Sunday, November 29, 2009

Rescuing Muslims?

Tom Friedman gives his take on the murders at Ft. Hood:
Here’s my take: Major Hasan may have been mentally unbalanced — I assume anyone who shoots up innocent people is. But the more you read about his support for Muslim suicide bombers, about how he showed up at a public-health seminar with a PowerPoint presentation titled “Why the War on Terror Is a War on Islam,” and about his contacts with Anwar al-Awlaki, a Yemeni cleric famous for using the Web to support jihadist violence against America — the more it seems that Major Hasan was just another angry jihadist spurred to action by “The Narrative.”
But then he goes on to say this:
Yes, after two decades in which U.S. foreign policy has been largely dedicated to rescuing Muslims or trying to help free them from tyranny — in Bosnia, Darfur, Kuwait, Somalia, Lebanon, Kurdistan, post-earthquake Pakistan, post-tsunami Indonesia, Iraq and Afghanistan — a narrative that says America is dedicated to keeping Muslims down is thriving.

Although most of the Muslims being killed today are being killed by jihadist suicide bombers in Pakistan, Iraq, Afghanistan and Indonesia, you’d never know it from listening to their world. The dominant narrative there is that 9/11 was a kind of fraud: America’s unprovoked onslaught on Islam is the real story, and the Muslims are the real victims — of U.S. perfidy.
What a strange thing to say.

Something seems wrong here. I really don't think that one can accurately describe our foreign policy for the past 20 years as "largely dedicated to rescuing Muslims". The biggest three military interventions in the past 20 years were invasions of Muslim countries by American (and other non-Muslim) military forces--Afghanistan and Iraq. The last two were not done with the intention of 'rescuing Muslims', obviously. (And even the first invasion of Iraq was done ostensibly to rescue the wealthy Kuwaiti sheiks who ran the place and owned everything.) Whatever our intentions and goals (revenge, oil, control of the Persian Gulf, etc.) it wasn't that. That's not what American foreign interventions are about.

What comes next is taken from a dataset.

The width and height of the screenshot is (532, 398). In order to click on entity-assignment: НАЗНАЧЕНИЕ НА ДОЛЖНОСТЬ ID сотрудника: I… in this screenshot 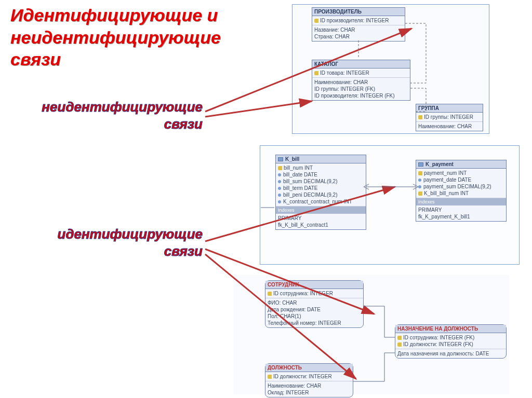, I will do `click(451, 341)`.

Listen, we're the big dog in the neighborhood (the world). Our military power dwarfs anyone elses. We have made it our business to be 'the' global hegemon, and as part of that, we have interfered in everyone's business, Muslim and non-Muslim. Our NATO allies were colonialist powers in the Muslim world were many years after WWI, and we have been involved there as well, making sure that we have free access to their oil. We've changed their governments through covert action, sometimes defeating proto-democratic movements in Middle Eastern countries. We propped up many of their dictators, as long as they toed the American line. And in the largest Muslim nation in the world, Indonesia, we were directly involved in helping to overthrow their leader (Sukarno) and installing a very pro-US one (Suharto). I have mentioned our near-total support of Israel during this same time?

We have never been more active in that part of the world than in the last 20 years, in ways that have infuriated many people (most of them Muslim). Why shouldn't they think poorly of us? If I were in their shoes, I would.

Obviously, none of this justified Major Hanan's violence. But at the same time, Friedman's incomprehension as to why they don't appreciate and love us seems crazy to me.